LONG BEACH — The first meeting of the season between the Millikan and Long Beach Wilson boys basketball teams lived up to its billing Thursday night.
It was the Rams’ ability to force turnovers, as well as to score quickly after the Bruins made baskets, that proved to be the difference.
Millikan guards Quali Giran and Joseph Wicker combined for 51 points and 13 rebounds in a 73-62 win that handed Wilson its first loss in Moore League play.
The Rams (7-5, 2-0) forced 24 turnovers and secured extra possessions by crashing the offensive glass. The win was their fourth in the last five contests.
“We play with a sense of urgency,” Millikan coach Stephon Price said. “We worked hard all year on the track, conditioning, so we play with a sense of urgency on that side of the ball and we force a lot of turnovers.”
Giran had a game-high 28 points to go with six rebounds, Wicker added 23 points and seven boards and fellow guard Jeremiah Hunt chipped in 13 points.
Giran, a freshman, said a tough nonleague schedule that featured losses to Open Division-level teams Sierra Canyon, Inglewood and Harvard-Westlake, helped him mature quickly to start his first high school season.
“As a team, we can still be better,” Giran said. “I was able to see how top D-1 schools play as a team, how the defense is, how they rotate. All the little things that they do that matter.”
Wilson (10-4, 2-1) missed just one of its seven first-quarter shot attempts and opened the game on a 9-3 run. The Bruins’ problem, however, was their 11 turnovers during the first eight minutes, including miscues on seven consecutive possessions.
Giran got off to a fast start with 10 points in the opening quarter.
The Bruins trailed by as many as 10 points with 5:13 left in the first half before closing on an 11-2 run to pull within 29-28 at the break. The Rams closed the final 5 1/2 minutes of the half without a made shot from the field.
Wilson coach James Boykin said the self-inflicted issues were just too much to overcome.
“Killed us,” Boykin said of the turnovers. “For me, it’s the frustration level of shooting ourselves in the foot. For us to have that many turnovers. On top of that, how many loose balls did we have and just not secure? That’s, I don’t want to say nothing to do with them, but that’s more us than them.”
The Rams briefly lost the lead inside the first three minutes of the third quarter.

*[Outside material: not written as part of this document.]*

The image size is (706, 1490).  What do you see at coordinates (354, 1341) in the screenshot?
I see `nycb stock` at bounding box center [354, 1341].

Nehamiah Parris, Matthew Searles and Noah Jaramillo each connected on a 3-pointer to put the Bruins in front 39-35. Andre Smith-Alvarez, who was otherwise a force in the paint, missed a pair of free throws that would have extended the lead with 4:44 left in the third.

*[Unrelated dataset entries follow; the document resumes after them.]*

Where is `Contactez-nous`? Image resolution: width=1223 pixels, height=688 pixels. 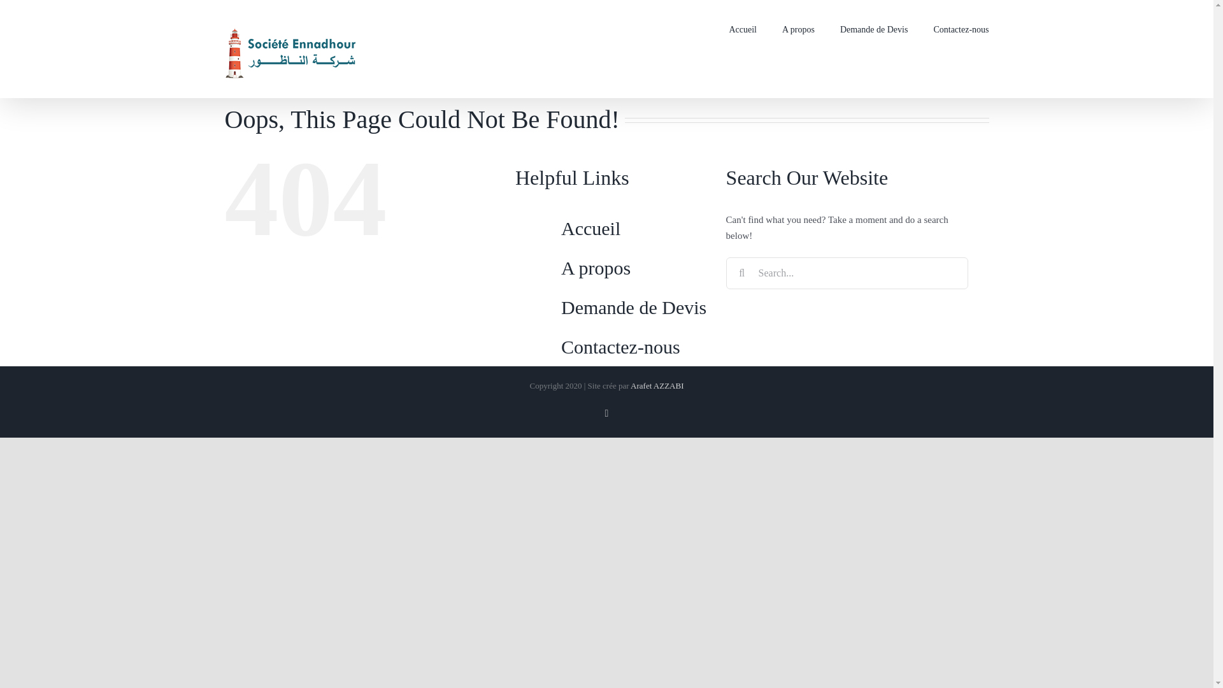
Contactez-nous is located at coordinates (961, 28).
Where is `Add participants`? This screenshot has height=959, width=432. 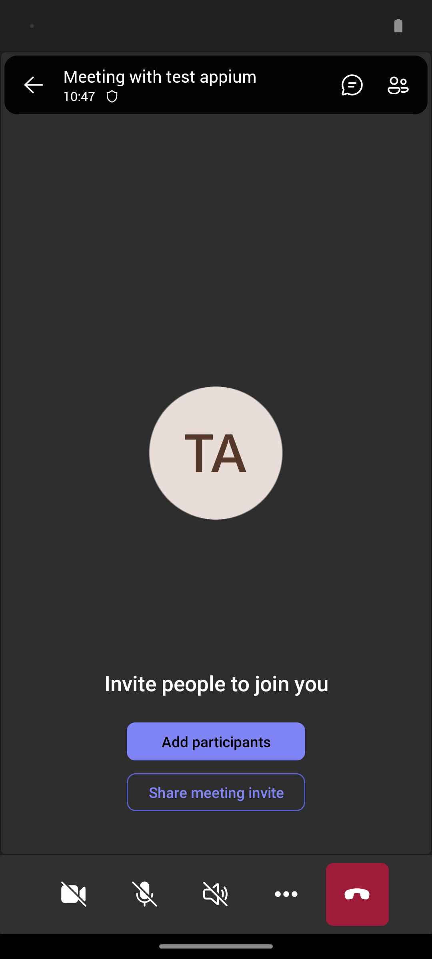 Add participants is located at coordinates (216, 742).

Parris and Smith-Alvarez each finished with 18 points and Brooklyn Vega had 12 for Wilson.
Boykin said his team’s discipline got them back into the game.
“We had our game plan,” Boykin said. “Forcing them to take tough shots, rebound the basketball, and when we did that … it made it tough on them.”

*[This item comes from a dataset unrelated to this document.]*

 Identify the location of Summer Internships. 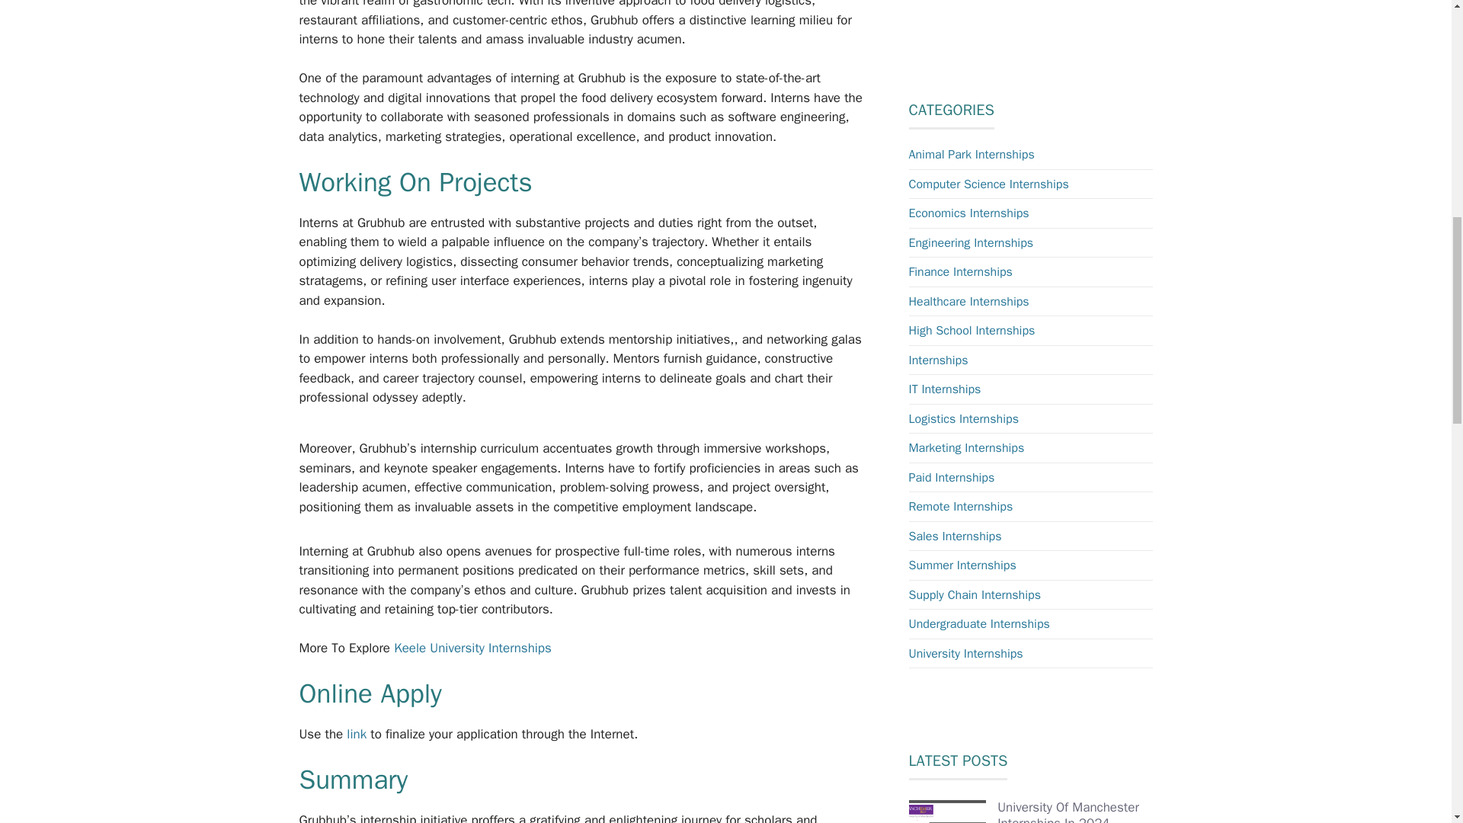
(962, 566).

Millikan quickly responded with a 7-0 run that was capped by a Hunt 3-pointer off a Wilson turnover.
The Rams had 13 points off turnovers through three quarters, including eight in the opening quarter.
“The keys were just getting stops on defense, being able to play as a team,” Giran said of the third-quarter momentum shift. “We don’t let the defense set up usually, if they make it or miss it.”
The Rams took a 52-45 lead into the fourth. The Bruins cut the deficit to 56-55 on a Vega layup with five minutes left but never tied the game nor regained the lead the rest of the way.
The teams will meet again Jan. 23 at Millikan.